Monday, July 14, 2008

The privatised hell of Britain PLC

A secret document has revealed the shape of things to come as jobs and livelihoods are threatened by economic meltdown. Global corporations will be employed by the government to break strikes under the guise of carrying out public services and responding to national emergencies.

Global Solutions, aka Group 4, is to be awarded a £100 million contract to act as a strike breaker, should the fire services be involved in industrial action. The plan which came to light over the weekend, and is due to be approved in the autumn, means that Group 4, will receive a one-off up-front payment of about £10 million, to be followed by £9 million a year over the life of the 10-year contract in return for supplying a pool of staff as cover.

The company would then be called on in scenarios such as pandemic flu, a catastrophic incident or industrial action. And, as Fire Brigades Union leader Matt Wrack has warned, the taxpayer will foot the bill for replacing the fire services with privatised strikebreakers. The FBU is coincidentially gearing up for industrial action in London following attempts by the employers to impose a pay cut.

Group 4 has done extremely well out of New Labour, and now has 30,000 employees and a turnover of £1.1 billion. It has become the largest “security solutions” company in the UK. The company is not alone in cashing under this government, however. New research reveals that a staggering one third of all the UK’s public services are now carried out by the private and voluntary sectors – double the level when New Labour came to power.

The study commissioned by the government from economist DeAnne Julius shows that the government has encouraged the handover of public services to global corporations at such a rate that they the sector has now overtaken the United States as a share of gross domestic product. Total spending on private and voluntary provision has nearly doubled from £42bn in 1995-96 to over £79.4bn at in what amounts to a massive transfer of wealth to companies.

DeAnne Julius is Chairman of Chatham House and a non-executive director of BP and the pharmaceutical corporation Roche. She also serves on the advisory boards of UK and US hedge funds and is vice president of the Society of Business Economists. She was an advisor to British Airways and Shell and a former director of the services company Serco. The incestuous relationship between the government and companies like Serco, BT and Capita will be cemented further this week as business minister John Hutton goes on a trade mission to the United States to promote their services.

Outsourcing is not simply a cash-cow to increase corporate profits. There are other, equally sinister aspects. The effect of outsourcing can be seen clearly in the prison and immigration services, where seven out of the ten main immigration detention centres in the UK are run by private companies for profit under contract to the Home Office. They maximise profits at the expense of the human rights of the detainees.

A report today by the law firm Birnberg Peirce, Medical Justice and the National Coalition of Anti-Deportation Campaigns exposes how private security guards have abused hundreds of failed asylum seekers during their violent removal from Britain.

The report's authors conclude: "We have found an alarming and unacceptable number of injuries have been sustained by those subject to forced removals. This dossier provides evidence of widespread and seemingly systemic abuse of one of the most vulnerable communities of people in our society, who have fled their own countries seeking safety and refuge."

This is just one example of what happens when big business and the state join together under the executive director of Britain PLC, one Gordon Brown.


TASK BRIEF -> Write out every entry precisely as given, leaving the pictures out.

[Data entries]
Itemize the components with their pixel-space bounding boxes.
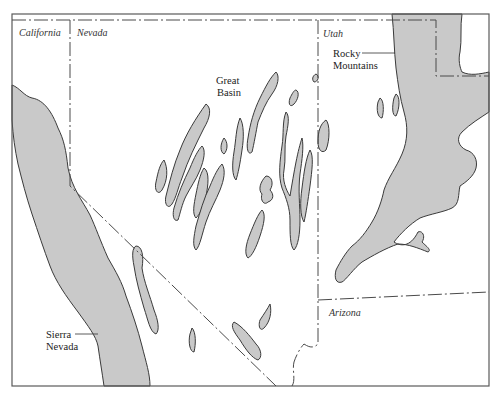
label-great-basin-2: Basin	[217, 87, 242, 98]
basin-range-17	[393, 94, 399, 116]
label-arizona: Arizona	[328, 307, 361, 318]
label-utah: Utah	[323, 28, 343, 39]
basin-range-22	[259, 304, 271, 329]
label-rocky-1: Rocky	[333, 48, 361, 59]
basin-range-6	[221, 138, 227, 154]
basin-range-12	[246, 210, 264, 258]
basin-range-15	[313, 74, 318, 82]
basin-range-1	[155, 160, 166, 192]
basin-range-7	[233, 118, 244, 180]
label-sierra-1: Sierra	[46, 329, 71, 340]
label-california: California	[19, 27, 61, 38]
basin-range-8	[247, 72, 278, 153]
basin-range-21	[232, 322, 260, 360]
basin-range-9	[289, 90, 298, 106]
basin-range-11	[260, 176, 273, 203]
basin-range-10	[280, 112, 303, 250]
label-nevada: Nevada	[76, 27, 108, 38]
border-utah-arizona	[318, 292, 489, 300]
map-canvas: California Nevada Utah Arizona Great Bas…	[0, 0, 503, 394]
basin-range-20	[189, 328, 195, 352]
basin-range-14	[318, 120, 329, 152]
basin-range-16	[377, 98, 383, 118]
basin-range-13	[301, 150, 313, 222]
label-great-basin-1: Great	[216, 75, 239, 86]
sierra-nevada-range	[12, 85, 150, 386]
label-sierra-2: Nevada	[46, 341, 78, 352]
label-rocky-2: Mountains	[333, 60, 378, 71]
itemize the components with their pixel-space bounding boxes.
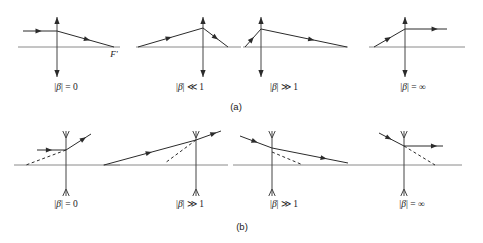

WRITTEN RESPONSE ->
Itemize the components with their pixel-space bounding boxes.
label-great-basin-2: Basin	[217, 87, 242, 98]
basin-range-17	[393, 94, 399, 116]
label-arizona: Arizona	[328, 307, 361, 318]
label-utah: Utah	[323, 28, 343, 39]
basin-range-22	[259, 304, 271, 329]
label-rocky-1: Rocky	[333, 48, 361, 59]
basin-range-6	[221, 138, 227, 154]
basin-range-12	[246, 210, 264, 258]
basin-range-15	[313, 74, 318, 82]
basin-range-1	[155, 160, 166, 192]
basin-range-7	[233, 118, 244, 180]
label-sierra-1: Sierra	[46, 329, 71, 340]
label-california: California	[19, 27, 61, 38]
basin-range-8	[247, 72, 278, 153]
basin-range-21	[232, 322, 260, 360]
basin-range-9	[289, 90, 298, 106]
basin-range-11	[260, 176, 273, 203]
basin-range-10	[280, 112, 303, 250]
label-nevada: Nevada	[76, 27, 108, 38]
border-utah-arizona	[318, 292, 489, 300]
map-canvas: California Nevada Utah Arizona Great Bas…	[0, 0, 503, 394]
basin-range-20	[189, 328, 195, 352]
basin-range-14	[318, 120, 329, 152]
basin-range-16	[377, 98, 383, 118]
basin-range-13	[301, 150, 313, 222]
label-great-basin-1: Great	[216, 75, 239, 86]
sierra-nevada-range	[12, 85, 150, 386]
label-sierra-2: Nevada	[46, 341, 78, 352]
label-rocky-2: Mountains	[333, 60, 378, 71]
itemize the components with their pixel-space bounding boxes.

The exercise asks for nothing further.